Seeing no other external explanations like signs of a brain abscess, Stan said they loaded the deer in a truck and it was taken to the Mississippi State University Veterinary Diagnostics Lab in Pearl, Mississippi. On the morning of February 9, MDWFP received the bad news: chronic wasting disease. They issued a public announcement that afternoon.

CWD is fatal to all deer that contract it, though the compromised immune systems of its victims may allow other infections to actually kill them. Or, the holes in their brains may allow predators to catch them easily, since the deer lose their fear or ability to recognize danger. According to necropsy results, the Mississippi buck died of pneumonia, but make no mistake: CWD killed it. To say otherwise is to argue John Wilkes Booth was an innocent bystander because the bullet killed Abraham Lincoln.

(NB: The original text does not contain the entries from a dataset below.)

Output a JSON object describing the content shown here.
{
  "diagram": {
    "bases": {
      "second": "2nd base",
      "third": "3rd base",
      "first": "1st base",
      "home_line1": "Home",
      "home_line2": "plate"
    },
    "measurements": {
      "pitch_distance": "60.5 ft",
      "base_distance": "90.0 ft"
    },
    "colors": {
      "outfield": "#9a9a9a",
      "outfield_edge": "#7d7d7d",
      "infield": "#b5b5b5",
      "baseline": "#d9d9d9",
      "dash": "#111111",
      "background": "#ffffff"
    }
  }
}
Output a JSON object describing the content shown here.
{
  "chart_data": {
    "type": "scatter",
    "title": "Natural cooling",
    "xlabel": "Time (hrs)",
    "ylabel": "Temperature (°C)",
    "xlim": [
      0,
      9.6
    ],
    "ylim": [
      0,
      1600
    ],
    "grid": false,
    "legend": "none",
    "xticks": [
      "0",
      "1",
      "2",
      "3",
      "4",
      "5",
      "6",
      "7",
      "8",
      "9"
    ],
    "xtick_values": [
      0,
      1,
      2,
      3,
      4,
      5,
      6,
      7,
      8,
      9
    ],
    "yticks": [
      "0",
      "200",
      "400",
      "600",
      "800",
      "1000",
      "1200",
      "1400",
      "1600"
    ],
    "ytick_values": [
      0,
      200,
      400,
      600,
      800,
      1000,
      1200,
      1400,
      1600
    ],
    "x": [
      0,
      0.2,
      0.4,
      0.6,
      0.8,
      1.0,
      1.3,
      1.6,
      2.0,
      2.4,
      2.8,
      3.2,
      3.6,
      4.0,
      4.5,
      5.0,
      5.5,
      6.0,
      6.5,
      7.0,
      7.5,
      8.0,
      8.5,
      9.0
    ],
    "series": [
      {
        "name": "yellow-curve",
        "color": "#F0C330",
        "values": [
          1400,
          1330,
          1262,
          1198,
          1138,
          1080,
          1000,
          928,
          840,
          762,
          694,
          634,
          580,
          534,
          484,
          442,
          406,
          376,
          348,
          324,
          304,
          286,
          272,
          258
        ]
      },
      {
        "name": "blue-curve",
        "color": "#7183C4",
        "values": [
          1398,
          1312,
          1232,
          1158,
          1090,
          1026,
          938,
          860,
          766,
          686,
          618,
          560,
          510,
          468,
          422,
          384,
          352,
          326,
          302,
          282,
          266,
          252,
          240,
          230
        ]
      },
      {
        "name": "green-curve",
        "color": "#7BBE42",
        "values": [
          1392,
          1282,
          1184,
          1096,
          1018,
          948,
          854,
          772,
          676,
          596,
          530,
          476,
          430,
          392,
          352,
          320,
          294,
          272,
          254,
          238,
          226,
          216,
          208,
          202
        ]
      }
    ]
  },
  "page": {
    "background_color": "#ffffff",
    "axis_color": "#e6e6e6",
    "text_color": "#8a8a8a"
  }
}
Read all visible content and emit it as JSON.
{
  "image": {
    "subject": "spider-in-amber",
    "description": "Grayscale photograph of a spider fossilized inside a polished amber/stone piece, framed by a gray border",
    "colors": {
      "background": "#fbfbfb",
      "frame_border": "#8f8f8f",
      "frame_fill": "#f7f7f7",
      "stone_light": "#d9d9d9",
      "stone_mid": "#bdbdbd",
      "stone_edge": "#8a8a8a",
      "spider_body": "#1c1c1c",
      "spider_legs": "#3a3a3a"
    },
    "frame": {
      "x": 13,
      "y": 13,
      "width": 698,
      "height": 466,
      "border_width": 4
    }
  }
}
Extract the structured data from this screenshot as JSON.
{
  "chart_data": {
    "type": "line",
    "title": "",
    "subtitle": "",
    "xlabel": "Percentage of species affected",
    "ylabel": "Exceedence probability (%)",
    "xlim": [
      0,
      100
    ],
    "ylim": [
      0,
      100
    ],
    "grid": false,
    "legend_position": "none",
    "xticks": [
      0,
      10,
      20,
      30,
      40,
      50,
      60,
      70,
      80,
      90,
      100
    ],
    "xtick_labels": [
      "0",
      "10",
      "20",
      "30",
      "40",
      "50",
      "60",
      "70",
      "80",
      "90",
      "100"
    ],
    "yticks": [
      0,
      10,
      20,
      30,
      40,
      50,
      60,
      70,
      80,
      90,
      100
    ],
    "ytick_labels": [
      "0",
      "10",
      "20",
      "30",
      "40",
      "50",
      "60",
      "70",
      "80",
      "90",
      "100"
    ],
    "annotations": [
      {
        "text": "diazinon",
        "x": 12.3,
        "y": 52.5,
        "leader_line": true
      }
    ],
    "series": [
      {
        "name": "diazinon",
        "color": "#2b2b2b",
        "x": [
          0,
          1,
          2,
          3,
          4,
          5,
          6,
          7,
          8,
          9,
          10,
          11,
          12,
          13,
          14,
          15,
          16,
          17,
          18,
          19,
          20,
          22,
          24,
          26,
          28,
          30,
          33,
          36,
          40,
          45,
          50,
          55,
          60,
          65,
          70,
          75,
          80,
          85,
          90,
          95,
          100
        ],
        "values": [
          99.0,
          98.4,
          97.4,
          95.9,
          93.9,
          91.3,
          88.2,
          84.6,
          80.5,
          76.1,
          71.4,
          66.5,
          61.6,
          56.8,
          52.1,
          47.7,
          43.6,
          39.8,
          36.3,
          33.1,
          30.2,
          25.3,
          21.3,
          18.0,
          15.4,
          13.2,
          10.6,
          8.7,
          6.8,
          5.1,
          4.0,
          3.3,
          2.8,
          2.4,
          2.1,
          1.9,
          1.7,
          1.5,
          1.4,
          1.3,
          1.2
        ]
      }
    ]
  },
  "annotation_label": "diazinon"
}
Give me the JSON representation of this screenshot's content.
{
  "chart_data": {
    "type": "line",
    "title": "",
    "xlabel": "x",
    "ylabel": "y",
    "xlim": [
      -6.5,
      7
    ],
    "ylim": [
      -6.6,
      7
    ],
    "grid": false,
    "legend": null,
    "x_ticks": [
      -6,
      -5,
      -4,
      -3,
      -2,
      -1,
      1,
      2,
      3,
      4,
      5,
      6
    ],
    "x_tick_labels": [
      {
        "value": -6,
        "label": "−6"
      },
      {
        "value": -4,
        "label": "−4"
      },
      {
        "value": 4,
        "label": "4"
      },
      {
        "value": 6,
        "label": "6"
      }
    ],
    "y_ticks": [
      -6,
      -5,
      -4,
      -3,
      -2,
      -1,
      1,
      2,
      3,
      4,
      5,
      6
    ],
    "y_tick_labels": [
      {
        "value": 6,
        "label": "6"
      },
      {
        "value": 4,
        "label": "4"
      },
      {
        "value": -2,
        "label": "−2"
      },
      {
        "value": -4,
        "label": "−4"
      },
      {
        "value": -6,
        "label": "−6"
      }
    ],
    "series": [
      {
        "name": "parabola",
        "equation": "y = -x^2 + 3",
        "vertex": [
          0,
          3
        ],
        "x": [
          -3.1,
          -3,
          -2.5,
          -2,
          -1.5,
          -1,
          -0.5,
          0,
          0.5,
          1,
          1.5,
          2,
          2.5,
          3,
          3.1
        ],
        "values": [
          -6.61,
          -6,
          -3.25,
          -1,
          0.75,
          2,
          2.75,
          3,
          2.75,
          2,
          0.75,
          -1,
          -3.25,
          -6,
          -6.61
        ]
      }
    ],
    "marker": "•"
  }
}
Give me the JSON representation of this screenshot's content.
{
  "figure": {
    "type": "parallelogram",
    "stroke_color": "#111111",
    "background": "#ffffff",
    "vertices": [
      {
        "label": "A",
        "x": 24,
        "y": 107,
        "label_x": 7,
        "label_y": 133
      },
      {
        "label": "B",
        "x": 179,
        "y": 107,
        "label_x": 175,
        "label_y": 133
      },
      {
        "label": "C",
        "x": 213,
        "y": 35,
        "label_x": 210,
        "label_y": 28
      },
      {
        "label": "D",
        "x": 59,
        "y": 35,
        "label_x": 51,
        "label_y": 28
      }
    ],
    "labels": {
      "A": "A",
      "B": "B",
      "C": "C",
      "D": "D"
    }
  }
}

“We’ve been ready for this day,” said Russ Walsh, Executive Wildlife Bureau Director at a February 22 public hearing, which you can watch on the MDWFP Facebook page. He was referring to MDWFP’s CWD Response Plan, which is already under implementation.

“This has caused so much grief,” Joe told me. “We’ve got a really good thing going in Mississippi with our deer herd, and I hate to see this happen.”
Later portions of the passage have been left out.